What else did I miss about the podcast industry? What else should people know that the average listener wouldn’t be aware of?
There are 700,000 podcasts out there right now and people are like, “That’s amazing.” Most podcasts die within the first ten episodes. There are 250,000 that have published in the last 30 days. You want to be very careful about what podcasts you work with. Bigger is not better, more is not better and be very targeted. We’ve talked about this. The things that we look for on being on a podcast guest of look at the podcasts, look at the website for the backlinks, look for the social media, the reach, how much are they promoting it, things like that. From that standpoint, the overarching thing that I would say to everyone is I believe that everyone’s biggest problem is obscurity.
With our current product service offering, there are thousands or millions of people we could help. The biggest problem is they don’t know we exist. The question is do you try breaking through the noise or do you try getting in on a conversation that they’re already listening to? Honestly, I believe that most of the time, when I try breaking through the noise, I’m adding to it. I’d much rather get in on the conversation that people are listening to get introduced by somebody that’s already their friend. Some people are introverts, some people are extroverts. Some people wouldn’t want to be on stage talking to 100 people but would be comfortable being on a podcast interview talking to thousands or tens of thousands. To me, it’s never been easier to learn or to share what you know, either as a podcast guest, a podcast host, or both.

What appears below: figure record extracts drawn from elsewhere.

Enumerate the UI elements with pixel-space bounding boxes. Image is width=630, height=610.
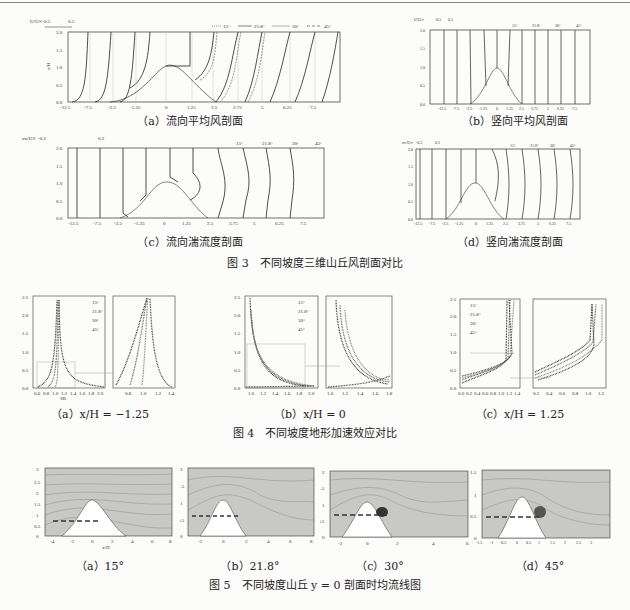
fig3d-plot: σv/U∞ -0.2 0.2 15°21.8° 30°45° 0.00.5 1.… — [400, 135, 630, 227]
fig4a-plot: 15°21.8° 30°45° 0.00.5 1.01.5 2.02.5 0.6… — [0, 280, 210, 400]
svg-text:15°: 15° — [510, 143, 516, 148]
svg-text:0.2: 0.2 — [435, 140, 440, 145]
fig3a-plot: U/U∞ -0.5 0.5 15° 21.8° 30° 45° 0.00.5 1… — [0, 0, 400, 110]
svg-text:0: 0 — [180, 534, 183, 539]
fig3b-legend: 15°21.8° 30°45° — [512, 23, 582, 28]
svg-text:0.5: 0.5 — [420, 83, 425, 88]
svg-text:-12.5: -12.5 — [438, 106, 446, 110]
svg-text:1.25: 1.25 — [182, 221, 191, 226]
svg-text:2.5: 2.5 — [34, 480, 41, 485]
fig3d-panel: σv/U∞ -0.2 0.2 15°21.8° 30°45° 0.00.5 1.… — [400, 135, 630, 245]
svg-text:2.5: 2.5 — [22, 295, 29, 300]
svg-text:-4: -4 — [50, 539, 55, 544]
svg-text:6.25: 6.25 — [557, 106, 564, 110]
svg-text:2.0: 2.0 — [22, 313, 29, 318]
svg-text:2.0: 2.0 — [450, 314, 457, 319]
svg-text:0.2: 0.2 — [98, 136, 105, 141]
svg-text:21.8°: 21.8° — [92, 309, 103, 314]
svg-text:2.5: 2.5 — [519, 106, 524, 110]
svg-text:4: 4 — [267, 539, 270, 544]
svg-text:7.5: 7.5 — [310, 105, 317, 110]
svg-text:3: 3 — [36, 467, 39, 472]
svg-text:-0.5: -0.5 — [500, 540, 506, 545]
svg-text:5: 5 — [253, 221, 256, 226]
svg-text:0: 0 — [496, 106, 498, 110]
svg-text:-2.5: -2.5 — [442, 221, 448, 226]
svg-text:8: 8 — [169, 539, 172, 544]
svg-text:0: 0 — [91, 539, 94, 544]
fig4-caption: 图 4 不同坡度地形加速效应对比 — [180, 424, 450, 440]
svg-text:z/H: z/H — [46, 62, 51, 70]
svg-text:1.2: 1.2 — [598, 391, 605, 396]
svg-text:5: 5 — [547, 106, 549, 110]
svg-text:2.5: 2.5 — [503, 221, 508, 226]
svg-text:1.4: 1.4 — [70, 391, 77, 396]
svg-text:3.75: 3.75 — [233, 105, 242, 110]
svg-text:0.5: 0.5 — [180, 518, 185, 523]
svg-text:2.0: 2.0 — [234, 313, 241, 318]
svg-text:1.0: 1.0 — [140, 391, 147, 396]
svg-text:1.5: 1.5 — [470, 470, 477, 475]
fig5b-plot: 00.5 11.5 2 -20 24 68 — [180, 440, 320, 555]
svg-text:0.0: 0.0 — [22, 386, 29, 391]
svg-text:1.2: 1.2 — [342, 391, 349, 396]
svg-text:2.0: 2.0 — [56, 146, 63, 151]
svg-text:7.5: 7.5 — [300, 221, 307, 226]
svg-text:5: 5 — [537, 221, 539, 226]
svg-text:0.8: 0.8 — [43, 391, 50, 396]
fig4c-legend: 15°21.8° 30°45° — [470, 303, 481, 335]
svg-text:-12.5: -12.5 — [60, 105, 71, 110]
svg-text:2.5: 2.5 — [450, 297, 457, 302]
svg-text:-12.5: -12.5 — [68, 221, 79, 226]
svg-text:2.5: 2.5 — [211, 105, 218, 110]
svg-text:0.5: 0.5 — [408, 199, 413, 204]
svg-text:2: 2 — [111, 539, 114, 544]
svg-text:21.8°: 21.8° — [262, 141, 273, 146]
svg-text:1.2: 1.2 — [506, 391, 513, 396]
svg-text:x/H: x/H — [102, 545, 110, 550]
svg-text:1.0: 1.0 — [327, 391, 334, 396]
fig5c-panel: 00.5 11.5 2 -20 24 6 （c）30° — [320, 440, 480, 580]
svg-text:1.5: 1.5 — [320, 486, 325, 491]
svg-text:-0.5: -0.5 — [435, 17, 441, 22]
svg-text:0.6: 0.6 — [34, 391, 41, 396]
svg-text:2.0: 2.0 — [308, 391, 315, 396]
svg-text:0.5: 0.5 — [34, 524, 41, 529]
svg-text:-2: -2 — [338, 541, 343, 546]
svg-text:1.5: 1.5 — [550, 540, 555, 545]
fig3a-panel: U/U∞ -0.5 0.5 15° 21.8° 30° 45° 0.00.5 1… — [0, 0, 400, 130]
svg-text:1.0: 1.0 — [56, 181, 63, 186]
svg-text:2: 2 — [322, 470, 325, 475]
svg-text:15°: 15° — [298, 300, 305, 305]
svg-text:1.0: 1.0 — [498, 391, 505, 396]
svg-text:1.0: 1.0 — [234, 350, 241, 355]
svg-text:7.5: 7.5 — [566, 221, 571, 226]
svg-text:0.6: 0.6 — [559, 391, 566, 396]
svg-text:3.75: 3.75 — [518, 221, 525, 226]
svg-text:1.5: 1.5 — [56, 48, 63, 53]
fig5a-caption: （a）15° — [60, 557, 140, 573]
fig5b-caption: （b）21.8° — [210, 557, 290, 573]
svg-text:21.8°: 21.8° — [298, 309, 309, 314]
fig4c-plot: 15°21.8° 30°45° 0.00.5 1.01.5 2.02.5 0.0… — [410, 280, 630, 400]
svg-text:0.2: 0.2 — [466, 391, 473, 396]
fig3a-yticks: 0.00.5 1.01.5 2.0 — [56, 30, 63, 105]
svg-text:6: 6 — [289, 539, 292, 544]
fig5b-panel: 00.5 11.5 2 -20 24 68 （b）21.8° — [180, 440, 320, 580]
svg-text:1.5: 1.5 — [450, 332, 457, 337]
svg-text:5: 5 — [261, 105, 264, 110]
fig3c-panel: σu/U∞ -0.2 0.2 15°21.8° 30°45° 0.00.5 1.… — [0, 135, 400, 245]
svg-text:0: 0 — [516, 540, 518, 545]
svg-text:1.6: 1.6 — [372, 391, 379, 396]
svg-text:0.4: 0.4 — [474, 391, 481, 396]
svg-text:1.0: 1.0 — [56, 65, 63, 70]
svg-text:0.2: 0.2 — [533, 391, 540, 396]
svg-text:1.0: 1.0 — [248, 391, 255, 396]
svg-text:1.5: 1.5 — [420, 46, 425, 51]
svg-text:-2.5: -2.5 — [108, 105, 116, 110]
svg-text:0.5: 0.5 — [68, 19, 75, 24]
svg-text:2: 2 — [564, 540, 566, 545]
svg-text:15°: 15° — [470, 303, 477, 308]
svg-text:2.5: 2.5 — [576, 540, 581, 545]
svg-text:3: 3 — [590, 540, 592, 545]
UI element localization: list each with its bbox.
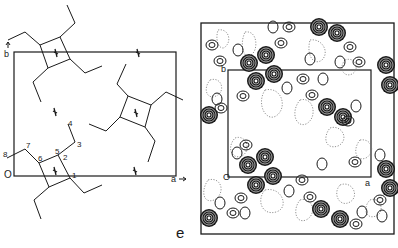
map-b-axis-label: b <box>221 64 226 74</box>
screw-axis-icon <box>53 108 57 116</box>
atom-label-2: 2 <box>63 153 68 162</box>
map-a-axis-label: a <box>365 178 370 188</box>
molecule-top <box>8 5 102 102</box>
left-panel-packing-diagram: 1 2 3 4 5 6 7 8 O a b <box>3 5 186 219</box>
atom-label-8: 8 <box>3 150 8 159</box>
right-panel-contour-map: O a b <box>200 18 398 234</box>
map-origin-label: O <box>223 172 230 182</box>
a-axis-label: a <box>171 174 176 184</box>
crystal-structure-figure: 1 2 3 4 5 6 7 8 O a b <box>0 0 398 248</box>
atom-label-1: 1 <box>72 171 77 180</box>
screw-axis-icon <box>53 167 57 175</box>
screw-axis-icon <box>54 49 58 57</box>
atom-label-5: 5 <box>55 147 60 156</box>
panel-label: e <box>176 224 184 241</box>
screw-axis-icon <box>133 167 137 175</box>
atom-label-3: 3 <box>77 140 82 149</box>
map-border <box>201 23 394 234</box>
b-axis-arrow-icon <box>6 42 10 48</box>
atom-label-7: 7 <box>26 141 31 150</box>
atom-label-4: 4 <box>68 119 73 128</box>
screw-axis-icon <box>136 49 140 57</box>
atom-label-6: 6 <box>38 154 43 163</box>
origin-label: O <box>4 169 12 180</box>
screw-axis-icon <box>134 109 138 117</box>
b-axis-label: b <box>4 49 9 59</box>
a-axis-arrow-icon <box>179 177 186 181</box>
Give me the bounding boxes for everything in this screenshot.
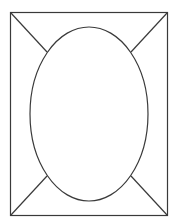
diagonal-top-right bbox=[131, 13, 168, 53]
oval bbox=[30, 27, 148, 201]
diagonal-bottom-left bbox=[11, 176, 48, 216]
rectangle-frame bbox=[11, 13, 168, 216]
diagonal-bottom-right bbox=[131, 176, 168, 216]
diagonal-top-left bbox=[11, 13, 48, 53]
frame-diagram bbox=[0, 0, 177, 224]
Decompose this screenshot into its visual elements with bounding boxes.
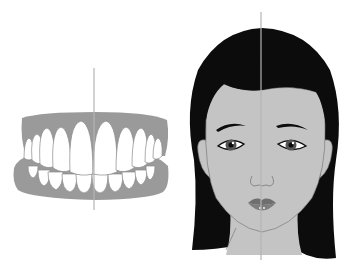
face-icon	[180, 0, 349, 266]
dental-arch-illustration	[0, 0, 180, 266]
teeth-icon	[0, 0, 180, 266]
face-illustration	[180, 0, 349, 266]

Tom, where can people find out more about you and what are you most excited about?
Everything that we talked about here, go to InterviewValet.com/outsourcing. That’s something that we have learned is that make it easy for people to go there. I’ll put a free copy of the book, the checklist that we give for all of our clients. Checklists are written in blood. Make sure it’s somebody else’s blood. Learning from your own mistakes is painful. Learn from somebody else’s. I’ll also put out there all my social media and my calendar links. If there’s anything I can do to help you or this resonates with you, let’s connect. The thing that I am most excited about for the future is the technology and ease that things have gotten.

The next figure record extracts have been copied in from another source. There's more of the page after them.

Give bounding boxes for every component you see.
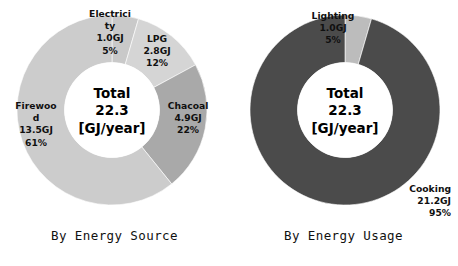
- slice-label-lighting: Lighting 1.0GJ 5%: [303, 10, 363, 47]
- slice-label-lpg-percent: 12%: [134, 57, 180, 69]
- donut-center-total-energy-source: Total 22.3 [GJ/year]: [57, 85, 167, 137]
- slice-label-lighting-name: Lighting: [303, 10, 363, 22]
- slice-label-cooking-percent: 95%: [379, 207, 451, 219]
- caption-by-energy-usage: By Energy Usage: [229, 228, 458, 243]
- slice-label-lighting-value: 1.0GJ: [303, 22, 363, 34]
- caption-by-energy-source: By Energy Source: [0, 228, 229, 243]
- center-total-unit: [GJ/year]: [290, 120, 400, 137]
- slice-label-lpg-value: 2.8GJ: [134, 45, 180, 57]
- slice-label-lighting-percent: 5%: [303, 34, 363, 46]
- slice-label-cooking: Cooking 21.2GJ 95%: [379, 183, 451, 220]
- slice-label-firewood-name-line1: Firewoo: [6, 100, 66, 112]
- slice-label-electricity-name-line2: ty: [76, 20, 144, 32]
- chart-by-energy-usage: Total 22.3 [GJ/year] Lighting 1.0GJ 5% C…: [229, 0, 458, 266]
- slice-label-cooking-name: Cooking: [379, 183, 451, 195]
- center-total-value: 22.3: [290, 102, 400, 119]
- slice-label-chacoal-value: 4.9GJ: [160, 112, 216, 124]
- slice-label-firewood-name-line2: d: [6, 112, 66, 124]
- center-total-unit: [GJ/year]: [57, 120, 167, 137]
- slice-label-chacoal-percent: 22%: [160, 124, 216, 136]
- slice-label-firewood: Firewoo d 13.5GJ 61%: [6, 100, 66, 149]
- slice-label-chacoal-name: Chacoal: [160, 100, 216, 112]
- center-total-value: 22.3: [57, 102, 167, 119]
- slice-label-firewood-value: 13.5GJ: [6, 124, 66, 136]
- slice-label-electricity-name-line1: Electrici: [76, 8, 144, 20]
- slice-label-lpg: LPG 2.8GJ 12%: [134, 33, 180, 70]
- slice-label-chacoal: Chacoal 4.9GJ 22%: [160, 100, 216, 137]
- chart-by-energy-source: Total 22.3 [GJ/year] Electrici ty 1.0GJ …: [0, 0, 229, 266]
- center-total-label: Total: [57, 85, 167, 102]
- center-total-label: Total: [290, 85, 400, 102]
- donut-center-total-energy-usage: Total 22.3 [GJ/year]: [290, 85, 400, 137]
- slice-label-lpg-name: LPG: [134, 33, 180, 45]
- slice-label-firewood-percent: 61%: [6, 137, 66, 149]
- slice-label-cooking-value: 21.2GJ: [379, 195, 451, 207]
- energy-donut-figure: Total 22.3 [GJ/year] Electrici ty 1.0GJ …: [0, 0, 458, 266]
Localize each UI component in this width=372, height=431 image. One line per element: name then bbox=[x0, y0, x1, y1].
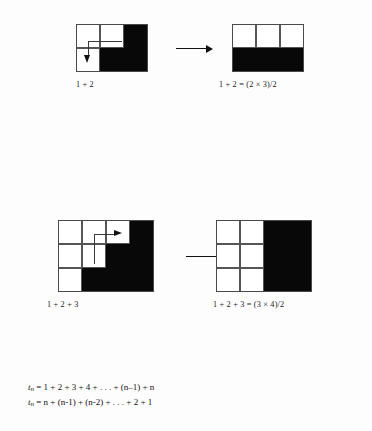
row-1-right-caption: 1 + 2 = (2 × 3)/2 bbox=[219, 80, 277, 89]
black-block bbox=[232, 48, 304, 72]
black-block bbox=[100, 48, 148, 72]
formula-body: = n + (n-1) + (n-2) + . . . + 2 + 1 bbox=[34, 397, 152, 407]
summary-formulas: tn = 1 + 2 + 3 + 4 + . . . + (n–1) + n t… bbox=[28, 381, 154, 411]
row-1-staircase-grid bbox=[76, 24, 148, 72]
arrow-right-icon bbox=[176, 44, 214, 53]
diagram-row-1: 1 + 2 1 + 2 = (2 × 3)/2 bbox=[0, 12, 372, 92]
formula-line-1: tn = 1 + 2 + 3 + 4 + . . . + (n–1) + n bbox=[28, 381, 154, 396]
diagram-row-2: 1 + 2 + 3 1 + 2 + 3 = (3 × 4)/2 bbox=[0, 110, 372, 215]
grid-cell bbox=[100, 24, 124, 48]
grid-cell bbox=[232, 24, 256, 48]
row-1-left-caption: 1 + 2 bbox=[76, 80, 94, 89]
formula-body: = 1 + 2 + 3 + 4 + . . . + (n–1) + n bbox=[34, 382, 154, 392]
grid-cell bbox=[280, 24, 304, 48]
grid-cell bbox=[256, 24, 280, 48]
formula-line-2: tn = n + (n-1) + (n-2) + . . . + 2 + 1 bbox=[28, 396, 154, 411]
diagram-row-3: 1 + 2 + 3 + 4 1 + 2 + 3 + bbox=[0, 238, 372, 373]
triangular-number-figure: 1 + 2 1 + 2 = (2 × 3)/2 bbox=[0, 0, 372, 431]
black-block bbox=[124, 24, 148, 48]
row-1-rectangle-grid bbox=[232, 24, 304, 72]
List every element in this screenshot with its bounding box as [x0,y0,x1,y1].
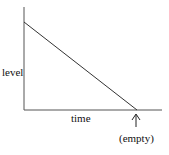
x-axis-label: time [71,112,91,124]
y-axis-label: level [2,66,23,78]
empty-annotation: (empty) [119,132,154,145]
level-line [24,22,137,110]
up-arrow-icon [132,114,140,127]
level-vs-time-diagram: level time (empty) [0,0,169,155]
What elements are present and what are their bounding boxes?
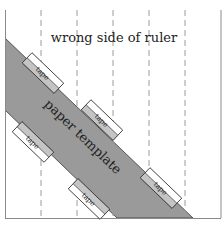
diagram-title: wrong side of ruler xyxy=(51,30,178,45)
ruler-tape-diagram: wrong side of ruler paper template tape … xyxy=(0,0,223,230)
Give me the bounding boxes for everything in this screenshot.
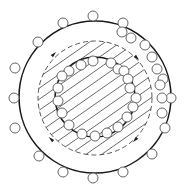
conductor-circle — [88, 56, 98, 66]
arrow-icon — [132, 137, 139, 144]
conductor-circle — [9, 93, 19, 103]
conductor-circle — [147, 149, 157, 159]
conductor-circle — [64, 120, 74, 130]
conductor-circle — [166, 93, 176, 103]
conductor-circle — [88, 11, 98, 21]
rotor-stator-diagram — [0, 0, 187, 192]
conductor-circle — [155, 80, 165, 90]
conductor-circle — [34, 151, 44, 161]
conductor-circle — [118, 18, 128, 28]
conductor-circle — [131, 93, 141, 103]
conductor-circle — [88, 173, 98, 183]
conductor-circle — [90, 131, 100, 141]
conductor-circle — [76, 60, 86, 70]
conductor-circle — [123, 74, 133, 84]
conductor-circle — [77, 129, 87, 139]
conductor-circle — [57, 108, 67, 118]
inner-conductor-circles — [53, 56, 141, 141]
conductor-circle — [140, 40, 150, 50]
arrow-icon — [134, 55, 141, 62]
conductor-circle — [53, 96, 63, 106]
conductor-circle — [57, 71, 67, 81]
conductor-circle — [102, 128, 112, 138]
conductor-circle — [118, 167, 128, 177]
outer-conductor-circles — [9, 11, 176, 183]
conductor-circle — [157, 108, 167, 118]
conductor-circle — [58, 167, 68, 177]
conductor-circle — [160, 123, 170, 133]
conductor-circle — [125, 83, 135, 93]
conductor-circle — [152, 64, 162, 74]
conductor-circle — [53, 83, 63, 93]
conductor-circle — [117, 27, 127, 37]
conductor-circle — [113, 122, 123, 132]
conductor-circle — [122, 112, 132, 122]
conductor-circle — [10, 123, 20, 133]
conductor-circle — [10, 63, 20, 73]
conductor-circle — [147, 52, 157, 62]
conductor-circle — [58, 18, 68, 28]
conductor-circle — [128, 102, 138, 112]
conductor-circle — [33, 37, 43, 47]
conductor-circle — [126, 33, 136, 43]
conductor-circle — [157, 93, 167, 103]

We should pinch ourselves every day. There are a lot of problems in the world, but there’s no better time to be alive. If I’ve got a business idea, I can get out and talk to thousands, tens of thousands of ideal customers on a podcast. I can scale up my business by calling Nathan and saying, “This is the type of team I need.” I can have them build a website, do the lead gen, all the rest of that. There is no other time in the world that has been possible. If you’re isolated or ignorant, it’s by choice. I am more and more excited about the next decade than I was in the previous decade. The richness of your life is the richness of your relationships. Because of that, my life keeps getting richer and richer every day and I encourage other people to do the same thing.
Thanks so much, Tom. I appreciate your time.
Thank you, Nathan.
Important Links:
Tom Schwab knows how to build an online business. He’s done it successfully several times, and now helps others find online success with podcast interview marketing.

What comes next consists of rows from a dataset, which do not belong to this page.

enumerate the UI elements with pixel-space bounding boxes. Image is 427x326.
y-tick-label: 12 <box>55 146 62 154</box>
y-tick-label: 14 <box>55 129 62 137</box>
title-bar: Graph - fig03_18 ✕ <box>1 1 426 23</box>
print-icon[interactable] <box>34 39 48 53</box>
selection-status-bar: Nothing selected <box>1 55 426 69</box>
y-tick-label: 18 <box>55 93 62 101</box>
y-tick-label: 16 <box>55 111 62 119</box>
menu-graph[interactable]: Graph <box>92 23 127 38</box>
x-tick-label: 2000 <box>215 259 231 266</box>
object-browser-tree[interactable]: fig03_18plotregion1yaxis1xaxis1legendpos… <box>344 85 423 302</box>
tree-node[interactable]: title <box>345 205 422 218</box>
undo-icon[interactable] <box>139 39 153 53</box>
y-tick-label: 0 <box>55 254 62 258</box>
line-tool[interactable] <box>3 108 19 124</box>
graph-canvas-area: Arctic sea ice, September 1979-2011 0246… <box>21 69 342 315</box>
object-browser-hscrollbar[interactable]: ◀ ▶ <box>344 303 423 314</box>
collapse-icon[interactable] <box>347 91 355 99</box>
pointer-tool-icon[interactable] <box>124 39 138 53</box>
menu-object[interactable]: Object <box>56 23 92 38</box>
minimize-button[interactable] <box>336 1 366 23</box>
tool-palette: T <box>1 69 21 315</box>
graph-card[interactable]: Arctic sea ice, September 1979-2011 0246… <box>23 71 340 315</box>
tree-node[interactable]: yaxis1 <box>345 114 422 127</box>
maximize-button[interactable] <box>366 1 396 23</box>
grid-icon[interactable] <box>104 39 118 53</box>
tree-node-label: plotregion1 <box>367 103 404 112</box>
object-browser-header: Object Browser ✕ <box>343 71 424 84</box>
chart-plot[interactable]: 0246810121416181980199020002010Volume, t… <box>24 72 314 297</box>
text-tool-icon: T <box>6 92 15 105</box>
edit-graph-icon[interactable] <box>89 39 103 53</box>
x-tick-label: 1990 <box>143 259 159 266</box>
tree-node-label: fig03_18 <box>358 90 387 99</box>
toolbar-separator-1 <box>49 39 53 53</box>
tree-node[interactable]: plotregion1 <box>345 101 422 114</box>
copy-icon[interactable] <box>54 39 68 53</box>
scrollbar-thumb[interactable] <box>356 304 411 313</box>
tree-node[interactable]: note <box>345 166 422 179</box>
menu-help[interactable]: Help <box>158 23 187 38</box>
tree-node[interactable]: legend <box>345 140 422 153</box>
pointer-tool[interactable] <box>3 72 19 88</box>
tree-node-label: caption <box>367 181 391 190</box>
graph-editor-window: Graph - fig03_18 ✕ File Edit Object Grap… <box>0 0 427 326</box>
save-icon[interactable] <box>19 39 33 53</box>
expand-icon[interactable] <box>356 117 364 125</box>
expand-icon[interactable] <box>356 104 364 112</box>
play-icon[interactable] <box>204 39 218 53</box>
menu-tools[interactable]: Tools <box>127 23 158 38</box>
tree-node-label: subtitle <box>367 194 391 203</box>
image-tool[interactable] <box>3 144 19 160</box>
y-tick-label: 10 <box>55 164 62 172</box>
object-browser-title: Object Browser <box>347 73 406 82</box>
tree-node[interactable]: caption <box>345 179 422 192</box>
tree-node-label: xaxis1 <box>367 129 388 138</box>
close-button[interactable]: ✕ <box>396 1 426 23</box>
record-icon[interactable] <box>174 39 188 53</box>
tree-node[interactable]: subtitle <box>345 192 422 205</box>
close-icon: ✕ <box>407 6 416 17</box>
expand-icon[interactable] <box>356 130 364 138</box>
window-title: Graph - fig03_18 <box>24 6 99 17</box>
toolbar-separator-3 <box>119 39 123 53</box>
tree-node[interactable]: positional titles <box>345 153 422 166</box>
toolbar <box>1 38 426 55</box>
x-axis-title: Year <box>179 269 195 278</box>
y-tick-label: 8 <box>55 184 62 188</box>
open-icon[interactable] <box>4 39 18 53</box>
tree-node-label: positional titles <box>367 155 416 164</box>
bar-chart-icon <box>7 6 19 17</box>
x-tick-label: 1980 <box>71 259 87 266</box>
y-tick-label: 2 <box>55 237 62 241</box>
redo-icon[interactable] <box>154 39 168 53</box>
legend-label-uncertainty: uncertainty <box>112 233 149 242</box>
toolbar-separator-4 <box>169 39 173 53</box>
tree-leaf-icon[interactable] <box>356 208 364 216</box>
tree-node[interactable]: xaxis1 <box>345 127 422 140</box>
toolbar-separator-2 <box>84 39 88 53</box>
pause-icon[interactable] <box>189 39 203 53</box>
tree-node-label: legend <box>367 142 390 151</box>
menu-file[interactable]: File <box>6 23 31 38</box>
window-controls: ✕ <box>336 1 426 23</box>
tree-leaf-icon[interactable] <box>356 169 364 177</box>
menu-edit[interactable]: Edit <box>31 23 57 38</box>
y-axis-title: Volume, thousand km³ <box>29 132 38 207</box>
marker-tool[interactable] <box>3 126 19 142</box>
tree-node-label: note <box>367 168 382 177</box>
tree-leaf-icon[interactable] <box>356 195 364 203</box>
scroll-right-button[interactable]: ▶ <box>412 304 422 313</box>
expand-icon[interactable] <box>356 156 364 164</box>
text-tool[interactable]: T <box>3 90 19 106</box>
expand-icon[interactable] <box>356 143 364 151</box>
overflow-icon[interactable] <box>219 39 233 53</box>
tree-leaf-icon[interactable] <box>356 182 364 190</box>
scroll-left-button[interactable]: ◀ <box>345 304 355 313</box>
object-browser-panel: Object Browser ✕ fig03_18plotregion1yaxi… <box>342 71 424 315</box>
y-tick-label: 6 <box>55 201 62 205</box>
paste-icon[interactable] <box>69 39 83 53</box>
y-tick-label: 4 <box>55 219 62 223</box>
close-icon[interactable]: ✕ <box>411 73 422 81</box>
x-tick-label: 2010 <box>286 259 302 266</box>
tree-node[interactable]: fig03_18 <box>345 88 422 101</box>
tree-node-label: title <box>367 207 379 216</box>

Marketing at its heart is starting a conversation with someone who could be an ideal customer. Tom helps thought leaders (coaches, authors, speakers, consultants, emerging brands) get featured on leading podcasts their ideal prospects are already listening to.
The Interview Valet system then helps them to turn listeners into customers. The author of Podcast Guest Profits: Grow Your Business with a Targeted Interview Strategy, Tom is also Founder/CEO of Interview Valet, the category king of Podcast Interview Marketing.